Savard, Félix-Antoine
Félix-Antoine Savard, priest, writer, educator (b at Québec C 31 Aug 1896; d there 24 Aug 1982). After spending his childhood and youth in the Saguenay, Savard discovered and fell in love with the Charlevoix region, which he called Québec's metaphysical county. Ordained a priest in 1922, he started teaching the humanities. He subsequently became curate of several parishes and founding curé of St-Philippe-de-Clermont. He also was active in colonizing the Abitibi region in the 1930s. During these years of pastoral work, Savard's knowledge of humanism deepened through an intensive study of Greek, Latin and French authors of the medieval and classical periods, as well as his contemporaries Mistral, Claudel and Valéry.
In 1937 MENAUD, MAITRE-DRAVEUR was published and assured Savard a place among the leading authors of his time. His novel moves like an epic poem in which symbol, image and metaphor abound; its vibrant character, a truly mythical hero, is presented against the magnificent Charlevoix landscape and the cyclical unfolding of the seasons, and his suffering and tragic end provide a grave and urgent warning to future generations.
From the 1940s Savard was closely associated with Laval. Dean of its Faculty of Arts for 7 years, he taught literature and played an important role in FOLKLORE discoveries and research. He was elected to the RSC in 1945 and to the Académie canadienne-française in 1954. A masterful and often highly controversial speaker, Savard spent most of his active retirement in his chosen region of St-Joseph-de-la-Rive, in Charlevoix. Savard devoted his life to writing. He published 3 collections, mainly composed of poetry and prose: L'Abatis (1943), Le Barachois (1959), Le Bouscueil (1972); 2 plays, La Folle (1960) and La Dalle-des-morts (1965), and narrative works in the form of short stories and parables, eg, La Minuit (1948) and Martin et le pauvre (1959). He also was the author of personal notebooks, journals and memoirs in which, while he promotes and defends keeping faith with sacred national traditions, he reveals himself to be an artist in words, a sculptor of form, always searching for new images and finding pleasure in the language.
But it is Menaud, maître-draveur, a work that took 30 years to complete, that firmly established his literary renown. It was published in 5 versions (3 of which are distinctly different). It remains a fine example of a patiently crafted, successful literary work.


> [ABOUT THIS EXERCISE]
The reply should hold every line of the data, unchanged and complete.

> [SUPPLIED DATA]
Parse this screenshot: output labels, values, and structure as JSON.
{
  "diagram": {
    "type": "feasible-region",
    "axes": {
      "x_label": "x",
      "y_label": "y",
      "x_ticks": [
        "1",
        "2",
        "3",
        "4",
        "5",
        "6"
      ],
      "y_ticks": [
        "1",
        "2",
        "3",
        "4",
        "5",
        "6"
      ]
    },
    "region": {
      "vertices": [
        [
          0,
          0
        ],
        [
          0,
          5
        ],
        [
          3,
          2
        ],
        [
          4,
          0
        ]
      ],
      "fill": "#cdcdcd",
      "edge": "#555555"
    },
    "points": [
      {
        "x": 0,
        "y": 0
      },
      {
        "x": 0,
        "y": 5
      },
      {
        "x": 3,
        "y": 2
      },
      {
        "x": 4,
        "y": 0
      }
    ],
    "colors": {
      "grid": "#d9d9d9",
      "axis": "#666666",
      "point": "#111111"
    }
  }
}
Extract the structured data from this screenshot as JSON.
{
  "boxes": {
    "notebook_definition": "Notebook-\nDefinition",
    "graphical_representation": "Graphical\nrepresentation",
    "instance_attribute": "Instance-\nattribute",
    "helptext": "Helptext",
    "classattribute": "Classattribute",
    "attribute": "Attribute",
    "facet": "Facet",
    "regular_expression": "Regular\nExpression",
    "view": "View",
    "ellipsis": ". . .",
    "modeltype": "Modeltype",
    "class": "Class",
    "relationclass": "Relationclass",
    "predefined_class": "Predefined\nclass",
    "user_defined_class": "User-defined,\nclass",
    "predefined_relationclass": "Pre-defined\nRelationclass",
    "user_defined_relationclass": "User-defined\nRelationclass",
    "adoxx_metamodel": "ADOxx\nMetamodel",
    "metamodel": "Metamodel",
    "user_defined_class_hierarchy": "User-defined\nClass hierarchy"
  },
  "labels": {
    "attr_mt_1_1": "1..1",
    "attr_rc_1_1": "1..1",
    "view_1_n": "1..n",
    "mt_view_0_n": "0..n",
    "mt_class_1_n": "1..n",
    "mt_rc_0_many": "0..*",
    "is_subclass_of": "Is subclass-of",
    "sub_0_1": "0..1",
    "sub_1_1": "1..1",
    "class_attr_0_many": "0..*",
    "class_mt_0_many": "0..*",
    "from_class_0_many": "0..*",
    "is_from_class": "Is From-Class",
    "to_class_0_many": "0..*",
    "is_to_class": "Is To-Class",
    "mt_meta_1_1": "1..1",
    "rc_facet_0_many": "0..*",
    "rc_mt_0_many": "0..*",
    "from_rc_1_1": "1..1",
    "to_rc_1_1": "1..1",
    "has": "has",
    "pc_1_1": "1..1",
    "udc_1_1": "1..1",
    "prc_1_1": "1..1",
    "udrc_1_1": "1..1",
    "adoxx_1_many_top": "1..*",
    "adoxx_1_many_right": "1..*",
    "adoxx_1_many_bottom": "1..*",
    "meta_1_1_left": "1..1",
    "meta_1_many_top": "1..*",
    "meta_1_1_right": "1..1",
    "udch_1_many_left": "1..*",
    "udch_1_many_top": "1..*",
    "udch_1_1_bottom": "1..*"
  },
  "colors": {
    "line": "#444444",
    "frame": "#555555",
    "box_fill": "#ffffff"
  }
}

> [RESULT]
Parse this screenshot: output labels, values, and structure as JSON.
{
  "diagram": {
    "type": "feasible-region",
    "axes": {
      "x_label": "x",
      "y_label": "y",
      "x_ticks": [
        "1",
        "2",
        "3",
        "4",
        "5",
        "6"
      ],
      "y_ticks": [
        "1",
        "2",
        "3",
        "4",
        "5",
        "6"
      ]
    },
    "region": {
      "vertices": [
        [
          0,
          0
        ],
        [
          0,
          5
        ],
        [
          3,
          2
        ],
        [
          4,
          0
        ]
      ],
      "fill": "#cdcdcd",
      "edge": "#555555"
    },
    "points": [
      {
        "x": 0,
        "y": 0
      },
      {
        "x": 0,
        "y": 5
      },
      {
        "x": 3,
        "y": 2
      },
      {
        "x": 4,
        "y": 0
      }
    ],
    "colors": {
      "grid": "#d9d9d9",
      "axis": "#666666",
      "point": "#111111"
    }
  }
}
Extract the structured data from this screenshot as JSON.
{
  "boxes": {
    "notebook_definition": "Notebook-\nDefinition",
    "graphical_representation": "Graphical\nrepresentation",
    "instance_attribute": "Instance-\nattribute",
    "helptext": "Helptext",
    "classattribute": "Classattribute",
    "attribute": "Attribute",
    "facet": "Facet",
    "regular_expression": "Regular\nExpression",
    "view": "View",
    "ellipsis": ". . .",
    "modeltype": "Modeltype",
    "class": "Class",
    "relationclass": "Relationclass",
    "predefined_class": "Predefined\nclass",
    "user_defined_class": "User-defined,\nclass",
    "predefined_relationclass": "Pre-defined\nRelationclass",
    "user_defined_relationclass": "User-defined\nRelationclass",
    "adoxx_metamodel": "ADOxx\nMetamodel",
    "metamodel": "Metamodel",
    "user_defined_class_hierarchy": "User-defined\nClass hierarchy"
  },
  "labels": {
    "attr_mt_1_1": "1..1",
    "attr_rc_1_1": "1..1",
    "view_1_n": "1..n",
    "mt_view_0_n": "0..n",
    "mt_class_1_n": "1..n",
    "mt_rc_0_many": "0..*",
    "is_subclass_of": "Is subclass-of",
    "sub_0_1": "0..1",
    "sub_1_1": "1..1",
    "class_attr_0_many": "0..*",
    "class_mt_0_many": "0..*",
    "from_class_0_many": "0..*",
    "is_from_class": "Is From-Class",
    "to_class_0_many": "0..*",
    "is_to_class": "Is To-Class",
    "mt_meta_1_1": "1..1",
    "rc_facet_0_many": "0..*",
    "rc_mt_0_many": "0..*",
    "from_rc_1_1": "1..1",
    "to_rc_1_1": "1..1",
    "has": "has",
    "pc_1_1": "1..1",
    "udc_1_1": "1..1",
    "prc_1_1": "1..1",
    "udrc_1_1": "1..1",
    "adoxx_1_many_top": "1..*",
    "adoxx_1_many_right": "1..*",
    "adoxx_1_many_bottom": "1..*",
    "meta_1_1_left": "1..1",
    "meta_1_many_top": "1..*",
    "meta_1_1_right": "1..1",
    "udch_1_many_left": "1..*",
    "udch_1_many_top": "1..*",
    "udch_1_1_bottom": "1..*"
  },
  "colors": {
    "line": "#444444",
    "frame": "#555555",
    "box_fill": "#ffffff"
  }
}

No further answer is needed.